Assume your friend wants to borrow your fake watch. He’s having dinner with a prospective investor who you happen to know. When your friend learns that you know the potential investor, he invites you to the dinner. You accept. At the dinner, your friend proudly shows the prospective investor his new watch and tells him how you and he bought the watch together at a high-end jewelry store. You know he’s trying to impress the prospective investor that he’s someone of substance. The prospective investor is impressed, because he knows that the particular model of that watch costs more than $30,000. As the prospective investor looks at you, you turn away and say nothing.

Here is the question: Approximately how soon after you have looked the other way and said nothing have you become a member of the scammer class? In my world, the answer is clear: “Approximately immediately!”

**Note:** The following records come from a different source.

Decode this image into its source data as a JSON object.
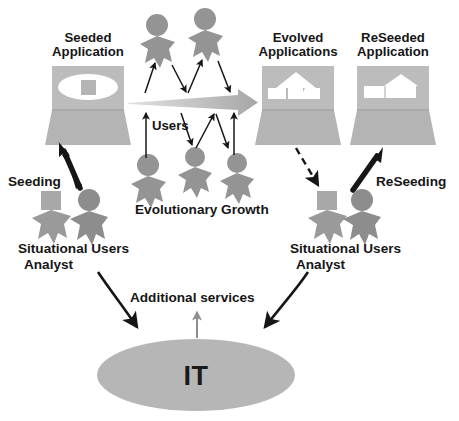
{
  "diagram": {
    "width": 459,
    "height": 421,
    "background": "#ffffff",
    "colors": {
      "app_body": "#bcbcbc",
      "app_body_dark": "#b0b0b0",
      "figure_gray": "#949494",
      "figure_gray_dark": "#8a8a8a",
      "it_ellipse": "#b6b6b6",
      "arrow_black": "#161616",
      "arrow_gray": "#a9a9a9",
      "screen_white": "#ffffff",
      "text": "#161616"
    },
    "labels": {
      "seeded_application": "Seeded\nApplication",
      "seeded_application_line1": "Seeded",
      "seeded_application_line2": "Application",
      "evolved_applications_line1": "Evolved",
      "evolved_applications_line2": "Applications",
      "reseeded_application_line1": "ReSeeded",
      "reseeded_application_line2": "Application",
      "seeding": "Seeding",
      "reseeding": "ReSeeding",
      "users": "Users",
      "evolutionary_growth": "Evolutionary Growth",
      "situational_analyst_left_line1": "Situational Users",
      "situational_analyst_left_line2": "Analyst",
      "situational_analyst_right_line1": "Situational Users",
      "situational_analyst_right_line2": "Analyst",
      "additional_services": "Additional services",
      "it": "IT"
    },
    "nodes": [
      {
        "id": "seeded-application",
        "type": "laptop",
        "label": "Seeded Application",
        "screen_content": "ellipse-with-square"
      },
      {
        "id": "evolved-applications",
        "type": "laptop",
        "label": "Evolved Applications",
        "screen_content": "house-shapes"
      },
      {
        "id": "reseeded-application",
        "type": "laptop",
        "label": "ReSeeded Application",
        "screen_content": "house-shapes-refined"
      },
      {
        "id": "it-platform",
        "type": "ellipse",
        "label": "IT"
      }
    ],
    "actors": [
      {
        "id": "top-user-1",
        "head": "round",
        "role": "user"
      },
      {
        "id": "top-user-2",
        "head": "round",
        "role": "user"
      },
      {
        "id": "bottom-user-1",
        "head": "round",
        "role": "user"
      },
      {
        "id": "bottom-user-2",
        "head": "round",
        "role": "user"
      },
      {
        "id": "bottom-user-3",
        "head": "round",
        "role": "user"
      },
      {
        "id": "left-analyst",
        "head": "square",
        "role": "analyst"
      },
      {
        "id": "left-user",
        "head": "round",
        "role": "user"
      },
      {
        "id": "right-analyst",
        "head": "square",
        "role": "analyst"
      },
      {
        "id": "right-user",
        "head": "round",
        "role": "user"
      }
    ],
    "flows": [
      {
        "id": "seeding-arrow",
        "label": "Seeding",
        "style": "solid-thick-black",
        "from": "left-analyst",
        "to": "seeded-application"
      },
      {
        "id": "growth-arrow",
        "label": "Evolutionary Growth",
        "style": "gradient-gray-wide",
        "from": "seeded-application",
        "to": "evolved-applications"
      },
      {
        "id": "evolved-to-analyst-arrow",
        "label": "",
        "style": "dashed-black",
        "from": "evolved-applications",
        "to": "right-analyst"
      },
      {
        "id": "reseeding-arrow",
        "label": "ReSeeding",
        "style": "solid-thick-black",
        "from": "right-analyst",
        "to": "reseeded-application"
      },
      {
        "id": "left-services-arrow",
        "label": "Additional services",
        "style": "curved-black",
        "from": "left-analyst",
        "to": "it-platform"
      },
      {
        "id": "right-services-arrow",
        "label": "Additional services",
        "style": "curved-black",
        "from": "right-analyst",
        "to": "it-platform"
      },
      {
        "id": "it-up-arrow",
        "label": "Additional services",
        "style": "thin-gray",
        "from": "it-platform",
        "to": "additional-services-label"
      }
    ]
  }
}
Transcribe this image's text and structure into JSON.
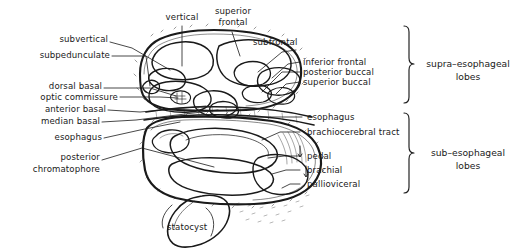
{
  "figure": {
    "background_color": "#ffffff",
    "ink_color": "#1a1a1a"
  },
  "labels_left": [
    {
      "name": "subvertical",
      "text": "subvertical"
    },
    {
      "name": "subpedunculate",
      "text": "subpedunculate"
    },
    {
      "name": "dorsal-basal",
      "text": "dorsal  basal"
    },
    {
      "name": "optic-commissure",
      "text": "optic  commissure"
    },
    {
      "name": "anterior-basal",
      "text": "anterior basal"
    },
    {
      "name": "median-basal",
      "text": "median basal"
    },
    {
      "name": "esophagus-left",
      "text": "esophagus"
    },
    {
      "name": "posterior-chromatophore-line1",
      "text": "posterior"
    },
    {
      "name": "posterior-chromatophore-line2",
      "text": "chromatophore"
    }
  ],
  "labels_top": [
    {
      "name": "vertical",
      "text": "vertical"
    },
    {
      "name": "superior-frontal-line1",
      "text": "superior"
    },
    {
      "name": "superior-frontal-line2",
      "text": "frontal"
    }
  ],
  "labels_right": [
    {
      "name": "subfrontal",
      "text": "subfrontal"
    },
    {
      "name": "inferior-frontal",
      "text": "inferior frontal"
    },
    {
      "name": "posterior-buccal",
      "text": "posterior  buccal"
    },
    {
      "name": "superior-buccal",
      "text": "superior  buccal"
    },
    {
      "name": "esophagus-right",
      "text": "esophagus"
    },
    {
      "name": "brachiocerebral-tract",
      "text": "brachiocerebral  tract"
    },
    {
      "name": "pedal",
      "text": "pedal"
    },
    {
      "name": "brachial",
      "text": "brachial"
    },
    {
      "name": "pallioviceral",
      "text": "pallioviceral"
    }
  ],
  "labels_bottom": [
    {
      "name": "statocyst",
      "text": "statocyst"
    }
  ],
  "groups": [
    {
      "name": "supra-esophageal-lobes",
      "line1": "supra–esophageal",
      "line2": "lobes"
    },
    {
      "name": "sub-esophageal-lobes",
      "line1": "sub–esophageal",
      "line2": "lobes"
    }
  ]
}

Sitting in their ivory tower and seeing that a large percentage of their graduates engaged in significant academic dishonesty, what are the deans to do? Do they say and do nothing? And if this is their path of choice, approximately when do they become complicit in the damage their graduates are about to wreak? In my world, the answer is clear: “Approximately immediately!”

And what about the financial media who see this going on and who choose to take the easy path and say nothing? Approximately when do they become complicit in the damage the deans and the graduates are about to wreak? Again, in my world, the answer is clear: “Approximately immediately!”